What the task asks:
In the material below, find the line containing "reading: 2.0 bar" and output it and all lines after it exactly, through the last one, without the pictures.

Input data:
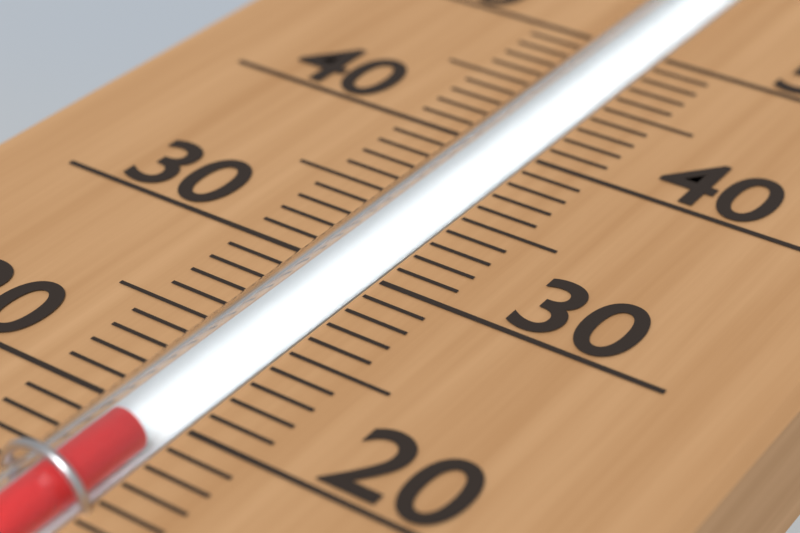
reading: 19 (no unit)
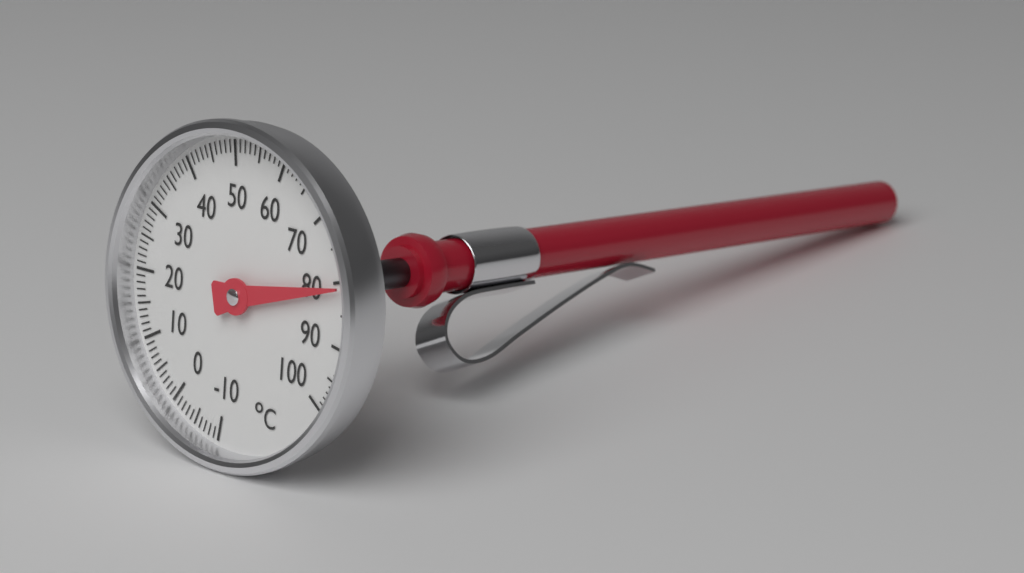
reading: 81 °C
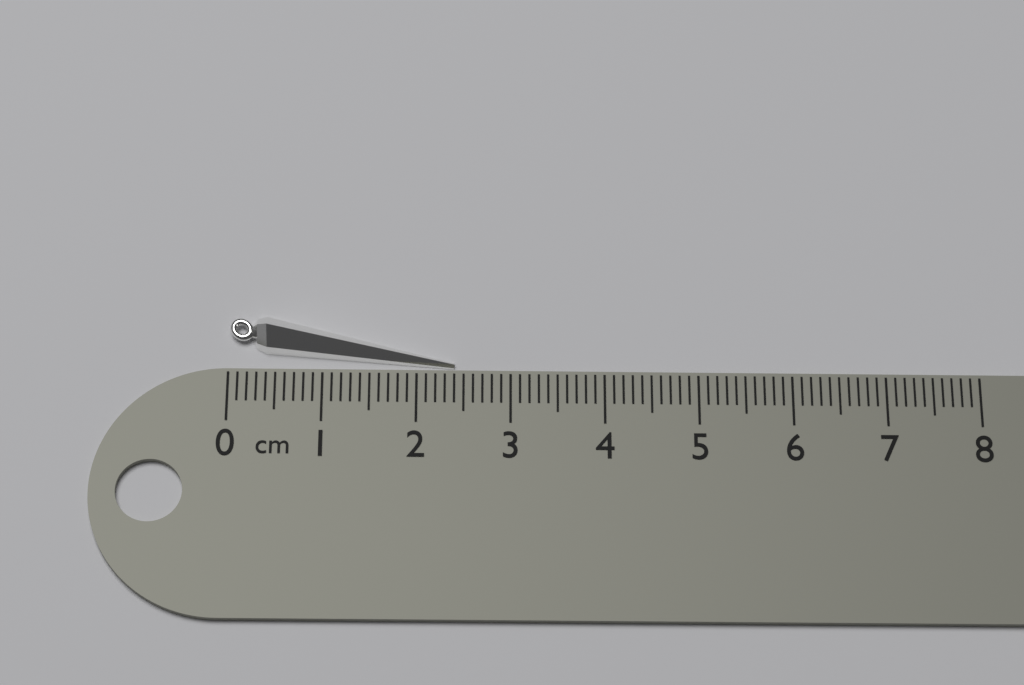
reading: 2.4 cm
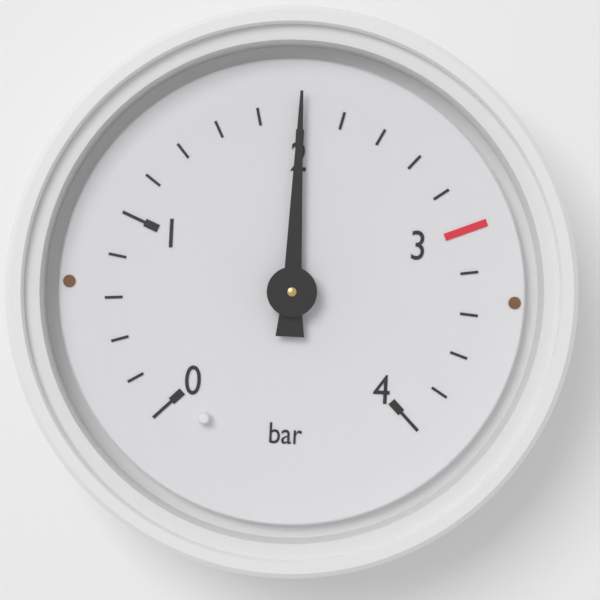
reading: 2.0 bar
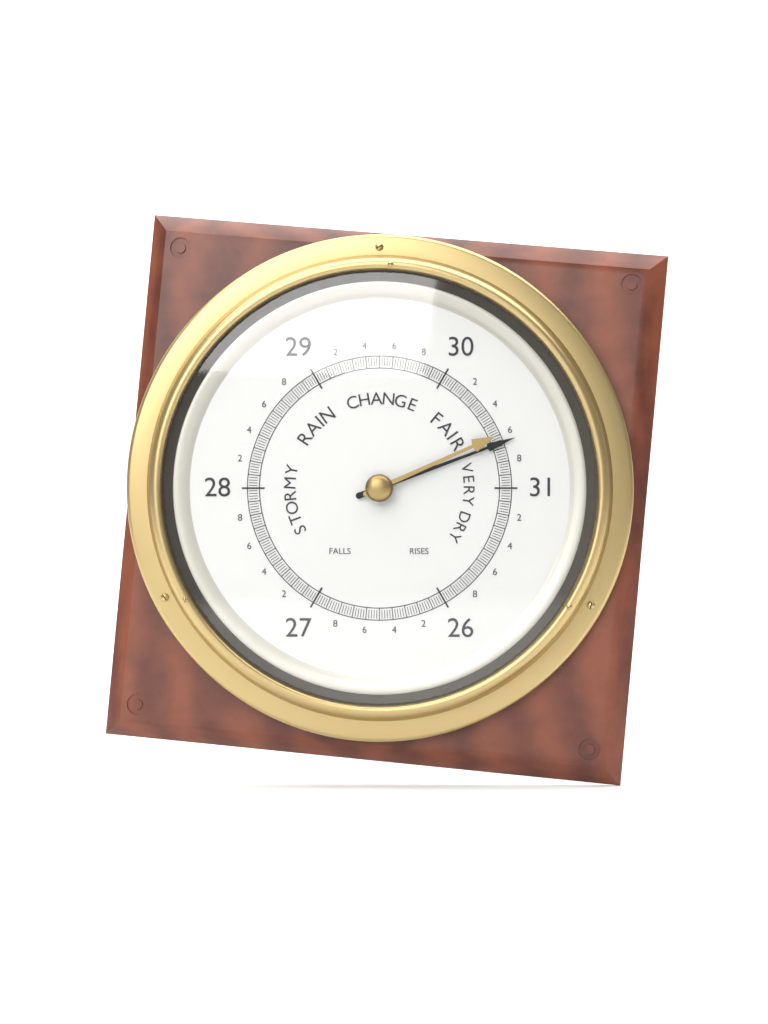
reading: 30.66 (no unit)
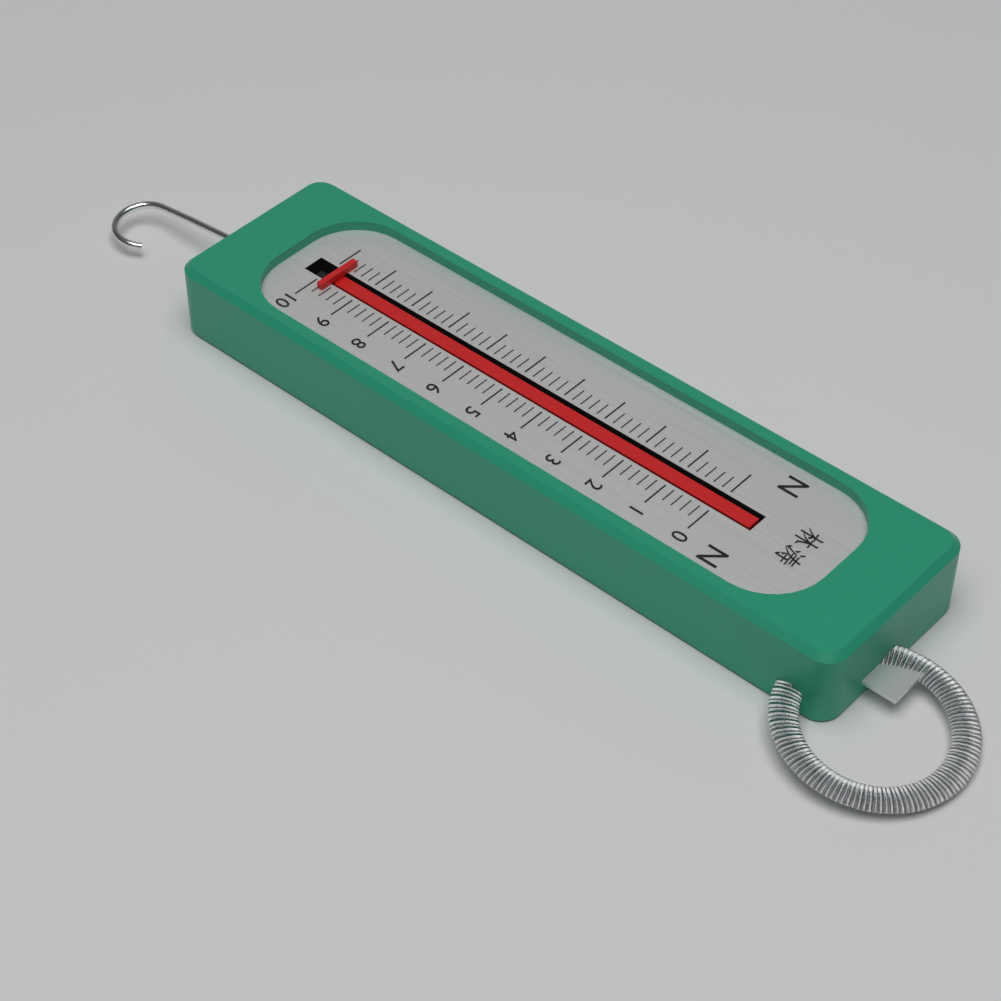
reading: 9.8 N
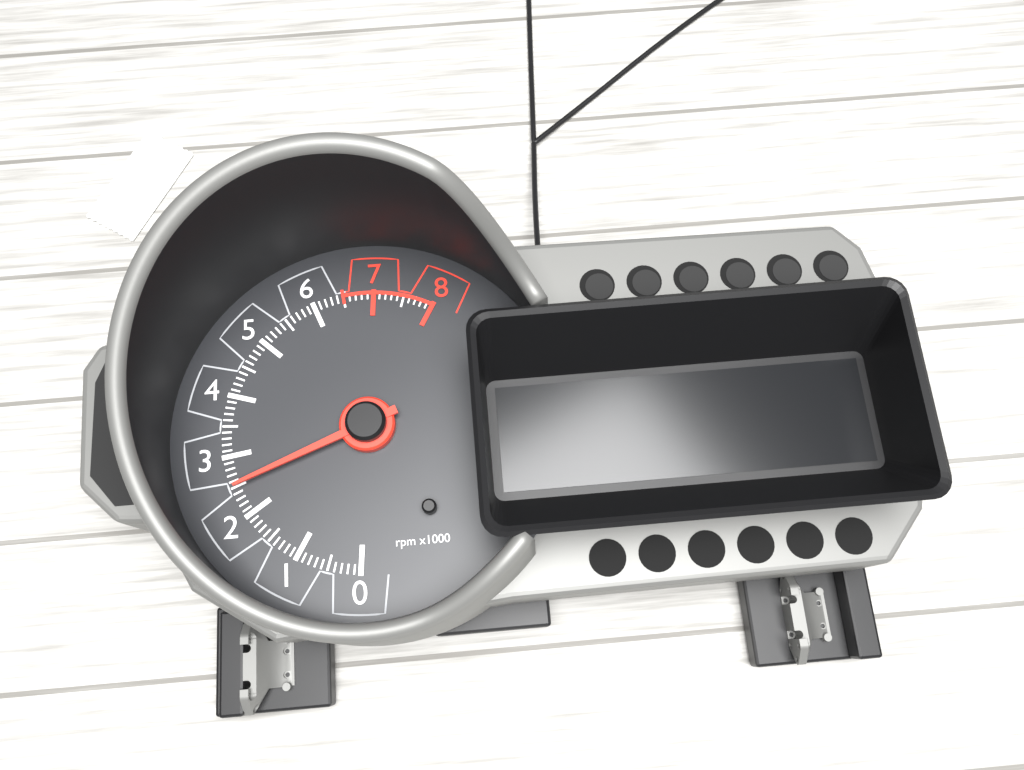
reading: 2500 rpm
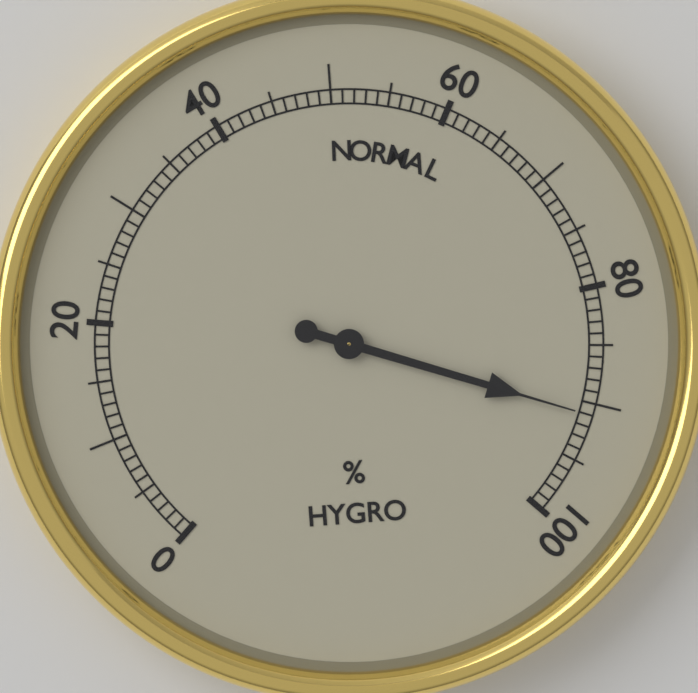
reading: 91 %
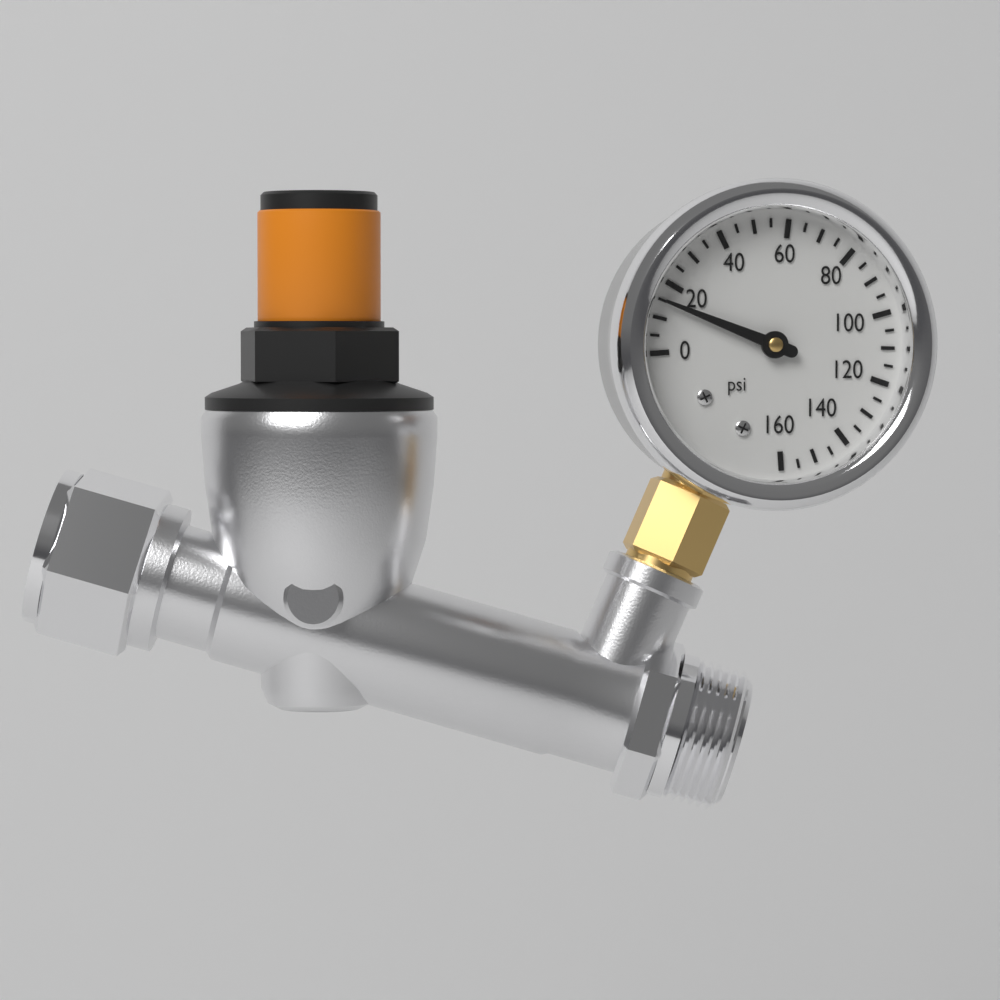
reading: 15 psi
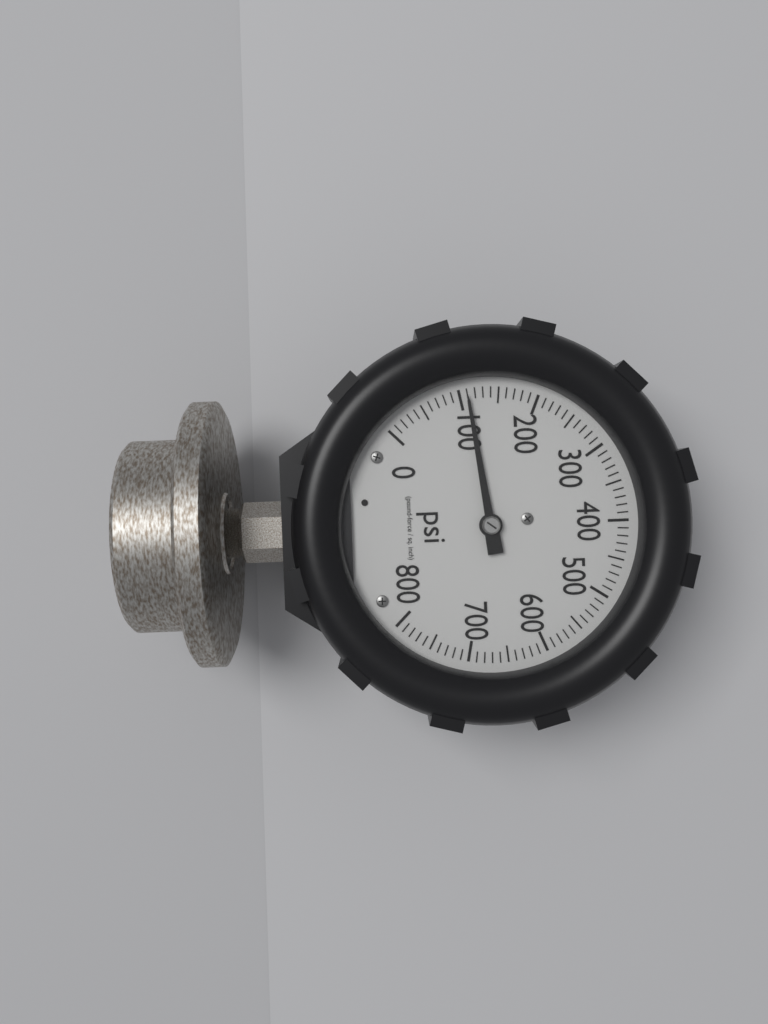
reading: 110 psi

Task output:
reading: 2.0 bar
reading: 30.66 (no unit)
reading: 9.8 N
reading: 2500 rpm
reading: 91 %
reading: 15 psi
reading: 110 psi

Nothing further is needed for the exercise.